Spain: The Importance of Bulls

May 2005

I could hardly believe my eyes. I saw a couple of brave young men vaulting over bulls in the middle of Ciudad Rodrigo. I turned to my wife Ruth and said, "Isn't that what young men did in the Minoan culture thousands of years ago?" 

We were sitting in the makeshift stands which had been erected for the running of the bulls in the plaza mayor of the agricultural town in Extremadura. This was no Hemingway bacchanal a la 'The Sun Also Rises'. I did not catch a glimpse of Ava Gardner! Hardly. Next to us on the rickety stands sat a couple of middle-aged farm wives catching up on the latest gossip. Close by was a family group drinking wine and carving slices of jamón from a leg they had brought with them. It had more the feel of a community picnic.

We were witnessing an elemental rite of passage in which young men showed their valor before their approving neighbors by tangling with the bulls. I am no anthropologist, but it seems to me this was an echo of the distant past. In prehistoric times bulls played an important part in the religious ceremonies of Iberian tribes living in Spain. Thousands of years ago during the time of the Minoan culture in Crete the bull-cultus was central. We see evidence of the influence of bulls throughout the Iberian Peninsula, whether it be the cave paintings of Altamira, or the stone bulls of Las Arenas de San Pedro in Avila.

Another echo of this ancient rite of passage into manhood is La Corrida, the misnamed "bullfight". In this ritual the bull, the essence of animal virility, is confronted and subdued by a sole human being, the matador, protected only by his faith, his valor and a thin sword. The magnificent Toro Bravo he faces is an archaic strain of bulls that today is only preserved in Spain. Their ancestors are the primitive 'urus', which used to be spread out over wide parts of the ancient world. 

Whether or not you approve of - or even understand - the corrida, it is a national tradition that many believe is the very essence of Spanish culture: a ritual that binds an historically fragmented collection of regions into one country and that predates Spain itself. The corridas were even held in the midst of the bloody days of the Civil War! 

"Our literature, our paintings, all of our artistic expressions are influenced by the world of the bull," one Spaniard observed, " It explains who we are." I think he is right. In what other country would you find huge black silhouettes of fighting bulls looming on the horizon as you wend your way through the rolling hills of the countryside? 

Originally it was a brilliant marketing strategy of the Osborne Bodegas, makers of sherry and brandy in my "hometown" of El Puerto de Santa María. Over much of Spain they installed colossal billboards cut in the shape of the bull with the word Osborne emblazoned in red letters across his body. 

After the passing of Franco the reforming national legislature, the Cortes, passed sweeping legislation including a ban on all roadside billboards throughout the nation. But the ink had hardly dried on the document before they realized they had unintentionally done an unthinkable thing: the massive bulls would be removed from the landscape! So they went back into session and declared the bull silhouette a national treasure, so long as the brand name was removed! 

This year many of Spain's mighty bulls are being confined to the ranch under a quarantine aimed at halting the spread of a disease known as bluetongue. It is only harmful to sheep, not other livestock or humans. Still, it puts the government in the unenviable position of trying to balance the interests of the fighting bulls, which represent a tradition that is nearly sacred in some parts of society, with the venerable sheep industry. 

"The current measures would create the gravest crisis we have ever known," Enrique Garza Grau, secretary general of the National Association of Organizers of Bullfighting Spectacles, said in an interview. The gravest crisis? I know Spaniards often speak in hyperbole, but as I think about it, Señor Garza may not be far from the mark.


Hunt through the lines below for the string "strategies" and copy each one that has it.

Data tied to figure images:

■ ■ ■ ■ ■

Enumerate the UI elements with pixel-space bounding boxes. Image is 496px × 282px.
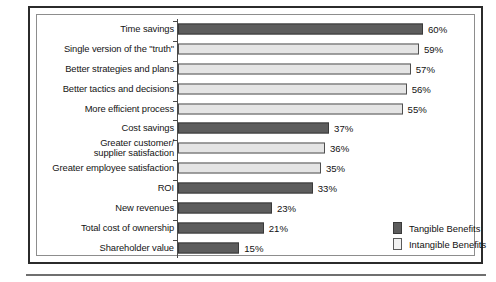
axis-tick [173,81,178,82]
bar-row: Greater employee satisfaction35% [37,158,474,178]
bar-value-label: 56% [412,83,431,94]
bar-intangible [178,103,403,114]
axis-tick [173,180,178,181]
bar-with-value: 59% [178,43,443,54]
category-label: Time savings [120,24,174,34]
category-label: Greater customer/ supplier satisfaction [94,138,174,158]
bar-with-value: 15% [178,242,263,253]
bar-intangible [178,143,325,154]
bar-with-value: 55% [178,103,427,114]
category-label: More efficient process [85,103,174,113]
bar-intangible [178,83,407,94]
bar-value-label: 55% [408,103,427,114]
bar-intangible [178,163,321,174]
legend-label: Tangible Benefits [409,223,480,234]
bar-row: More efficient process55% [37,99,474,119]
bar-tangible [178,183,313,194]
bar-with-value: 60% [178,23,447,34]
legend-swatch-tangible-icon [393,222,402,234]
bar-row: Better strategies and plans57% [37,59,474,79]
category-label: Total cost of ownership [81,223,174,233]
bar-value-label: 36% [330,143,349,154]
bar-row: Time savings60% [37,19,474,39]
category-label: Better tactics and decisions [63,84,174,94]
legend-item-intangible: Intangible Benefits [393,238,486,250]
bar-with-value: 37% [178,123,353,134]
axis-tick [173,120,178,121]
category-label: Single version of the "truth" [64,44,174,54]
bar-value-label: 33% [318,183,337,194]
bar-tangible [178,202,272,213]
plot-inner-frame: Time savings60%Single version of the "tr… [36,14,475,256]
bar-value-label: 15% [244,242,263,253]
bar-value-label: 35% [326,163,345,174]
bar-with-value: 56% [178,83,431,94]
bar-tangible [178,123,329,134]
bar-row: New revenues23% [37,198,474,218]
bar-value-label: 23% [277,202,296,213]
category-label: New revenues [115,203,174,213]
bar-value-label: 37% [334,123,353,134]
bar-tangible [178,23,423,34]
horizontal-bar-chart: Time savings60%Single version of the "tr… [37,15,474,255]
axis-tick [173,240,178,241]
chart-legend: Tangible BenefitsIntangible Benefits [393,222,486,254]
bar-value-label: 59% [424,43,443,54]
category-label: Greater employee satisfaction [52,163,174,173]
bar-row: Single version of the "truth"59% [37,39,474,59]
category-label: Better strategies and plans [65,64,174,74]
bar-with-value: 36% [178,143,349,154]
legend-swatch-intangible-icon [393,238,402,250]
legend-item-tangible: Tangible Benefits [393,222,486,234]
bar-row: Greater customer/ supplier satisfaction3… [37,138,474,158]
bar-with-value: 21% [178,222,288,233]
bar-value-label: 60% [428,23,447,34]
category-label: Shareholder value [100,243,174,253]
footer-divider-rule [26,274,486,276]
bar-tangible [178,242,239,253]
bar-value-label: 57% [416,63,435,74]
bar-with-value: 57% [178,63,435,74]
bar-row: ROI33% [37,178,474,198]
bar-with-value: 23% [178,202,296,213]
bar-with-value: 35% [178,163,345,174]
bar-value-label: 21% [269,222,288,233]
bar-intangible [178,43,419,54]
category-label: Cost savings [122,123,174,133]
bar-row: Better tactics and decisions56% [37,79,474,99]
axis-tick [173,101,178,102]
bar-intangible [178,63,411,74]
bar-with-value: 33% [178,183,337,194]
legend-label: Intangible Benefits [409,239,486,250]
bar-row: Cost savings37% [37,118,474,138]
category-label: ROI [158,183,174,193]
figure-outer-frame: Time savings60%Single version of the "tr… [28,6,483,264]
bar-tangible [178,222,264,233]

■ ■ ■ ■ ■

- RESPONSE FOR THIS EXERCISE:
bar-row: Better strategies and plans57% [37,59,474,79]
category-label: Better strategies and plans [65,64,174,74]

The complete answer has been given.